From the far-Left "New Matilda":

Megan Giles, who wrote the article I excerpt below, has a significant academic background.  It is however a solidly Leftist one, so we cannot expect much in the way of balance or academic rigour from her. She mainly seems to be a do-gooder.  Anyway, she knows a bit about history.  And she parades that history as if it excuses or at least explains the current epidemic of Muslim violence. She spells out the tired old comment that Christians and Christian countries have been violent in the past too.  As if nobody knew that!

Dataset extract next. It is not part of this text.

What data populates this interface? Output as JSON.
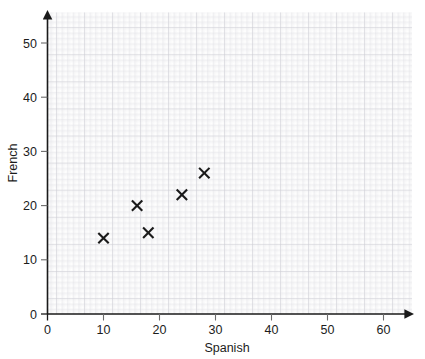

There she is. Isn't she gorgeous? She will probably be conservative by the time she is 50


But it is not history we have to deal with. It is the present. So why is the present-day world's flood of political violence coming from Muslims?

She seems to think that it is Muslims "getting even" with the West for colonialism.  But de-colonization took place around 50 years ago.  And, after some initial eruptions, the decolonized world was mostly peaceful.  What has suddenly caused it to erupt? And why are Indo-China and other non-Muslim ex-colonies not erupting?  And why are the people being killed at the moment overwhelmingly Muslim, rather than the wicked colonists?

Megan has not apparently thought of those questions.  Her conventional Leftist hates are all she has to explain anything, whether they fit or not.  She is a procrustean.

I and many others point to the way in which ISIS and other violent Muslims are just doing what the Koran says.  Megan thinks that cannot be the explanation as Christians have been similarly vicious at times too.  But that is a non-sequitur. A particular type of behaviour can arise from many causes. And that normal human selfishness has caused Christians to GO AGAINST New Testament teachings proves nothing.  But Muslims don't have to do that.  The Jihadis are not going against ANYTHING in their religion.  Their deeds and faith are in harmony. So we at least need to note that.

And that makes a difference to what adherents of the two religions hear.  Both Mullahs and priests tell their adherents to do as their holy books say.  So Christian priests overwhelmingly preach peace and kindness while the Mullahs overwhelmingly preach conquest.  And preaching can be influential.  Why do it otherwise? For most people -- Christian or Muslim -- it goes in one ear and out the other. They usually accept the wisdom of it but don't act on it.   But some do. So on the one hand we have the provision of Christian hospitals and schools while on the other we have gruesome violence.

So what the Koran says is indeed central to the Muslim problem -- because it is what most of the Mullahs preach --  and what the Mullahs preach is influential.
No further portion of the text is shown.